What are your experiences with these toys? Helpful or unnecessary?
PS: I know there are apps, but I don't have a smart phone and rarely take it along when running.
What are your experiences with these toys? Helpful or unnecessary?
PS: I know there are apps, but I don't have a smart phone and rarely take it along when running.
Do you have an Ipod?
*starting to feel a bit antiquated*
Just my take on things.
http://store.nike.com/us/en_us/?l=sh...d-1/pid-406329
I think though the Garmin watch is more suited to "professional" or everyday runners. The reviews on the Garmin 305 watch are also great. I asked this similar question here
http://www.englishforum.ch/sports-fi...-how-good.html
you can see someone also mentioned endomondo but for this you need a smartphone
In addition with the GPS watch (whichever one you choose) it makes it easier to challenge friends to the same route, challenge yourself, etc.
As stated above if you can't be bothered to put on the running shoes, the watch will sit close to them in the closet after a few months
I just restarted running last month and the GPS watch has helped me
I find it a handy tool. Cost approx CHF200
One of the things that challenge me is pushing myself on courses that I'm familiar with, and a good GPS watch is essential for comparing paces on existing courses. I can explore new areas with the confidence that I can easily find my way back home, and scouting out and creating new routes at home and subsequently running them is addicting, and my saved GPS tracks are like a tangible little souvenir of my favorite races. To each his own!
On topic, I've been using a Forerunner 305 for a few years now and love it, I used various iPhone apps before that and was never satisfied.
It can't be more daft than sitting on here deleting spam posts, removing email addresses from advertisements and shoving threads from one section to another.
There comes a point that unless you are 100% committed to running - and absolutely determined to run faster each race you'll think "Why the f*** am I doing this??"
Running is a slippery slope - you start off crap - you get better - you get faster - you go longer - harder - faster - you get a great time - you get injured - you get a crap time - you get fat - you give it up - you die alone.
Well, something like that.
Once you accept that you're not fussed about being any faster (or even as fast) as you were - but instead run for the hell of it - then you are free - and relaxed - and you enjoy the running. You stop to take a small stone out of your shoe because you don't care about time. You walk when the slope gets too steep - or you feel a muscle not feeling quite right.
It doesn't mean - once you're home you don't check where you went - and how high you went etc - but you're not constantly measuring yourself.
I have lived in and around the same areas for almost 8 years - my friend even longer.
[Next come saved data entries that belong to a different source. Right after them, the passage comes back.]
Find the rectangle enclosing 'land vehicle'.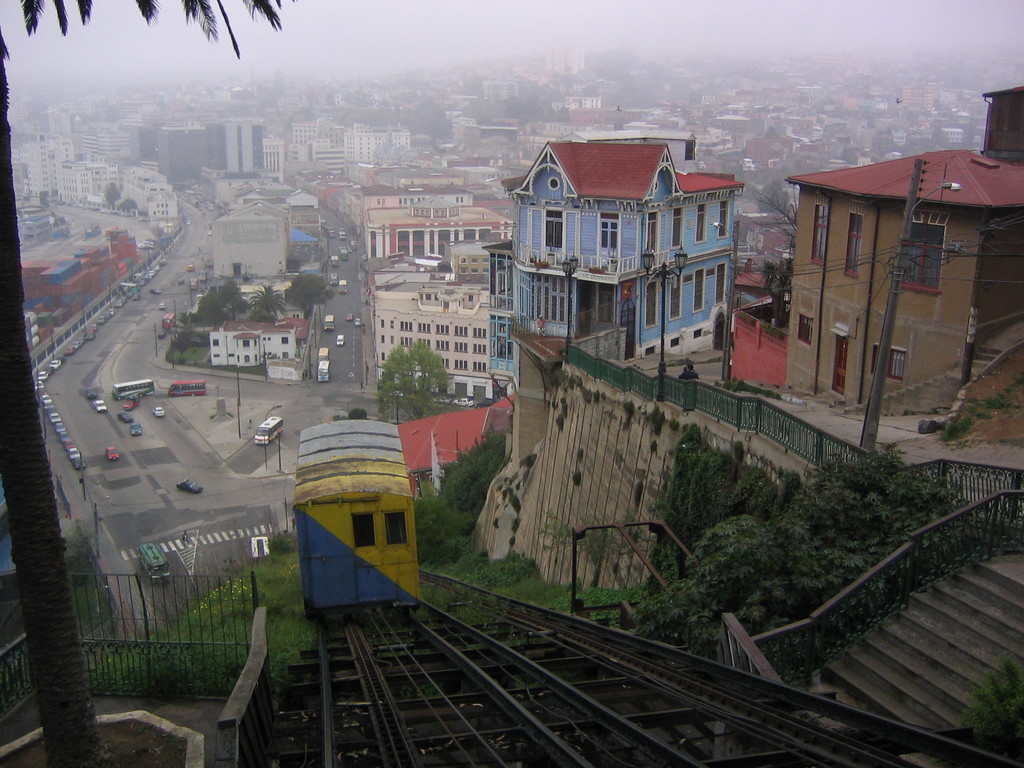
[179, 483, 197, 491].
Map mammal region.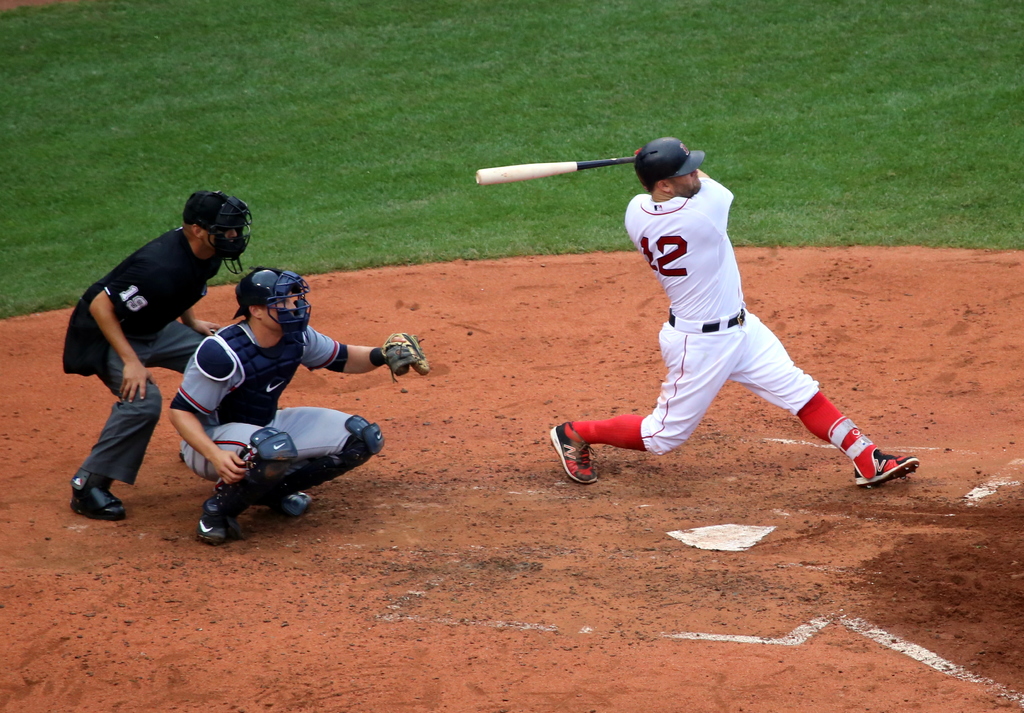
Mapped to x1=495, y1=183, x2=883, y2=496.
On Sunday we ran pathes neither of us had run before!! There are millions of places to explore in your running shoes - don't be tied to running the same 5-8-10-12-15-20km you always do - trying to beat your own time by 2 seconds.
There is more "Joy"** our way than the stopwatch way!
I used to do the same thing - with my sheet calculating project 10k, 1/2 and full marathon pace based on the VO2 and VO2max calcs from each run. I also did splits based on distance and height covered - and included the calorie count.
I think you'll find that is Running Geek ^ Running Geek
**Not in anyway stealing from BMW
As for my running experience, it's slightly different to that of dodgyken. It goes:
Started off crap - got better - got faster - fell down stairs - knee buggered - 6 months physio, no running - start running again - got stronger - got faster - trained my socks off 6 months - marathon completed
Fingers crossed the get crap time - get fat - give up - die alone aren't next!!!
Get yourself one of those GPS collars they sell for dogs. When you're ready to run let one of us know and we'll call you in as lost to activate the GPS signal.
The Mods, while they're sitting around deleting email addresses and shoving threads around, can monitor your signal on a laptop and report on the EF how you did for that day
I'm neither planning on doing races nor am I eager to beat my previous times by a few seconds. I want to be able to jog comfortable for a while and keep my fitness on a good level. A happy amateur jogger.
pair with a 30 CHF android phone it's about as cheap as you will get for a gps tracker doodad.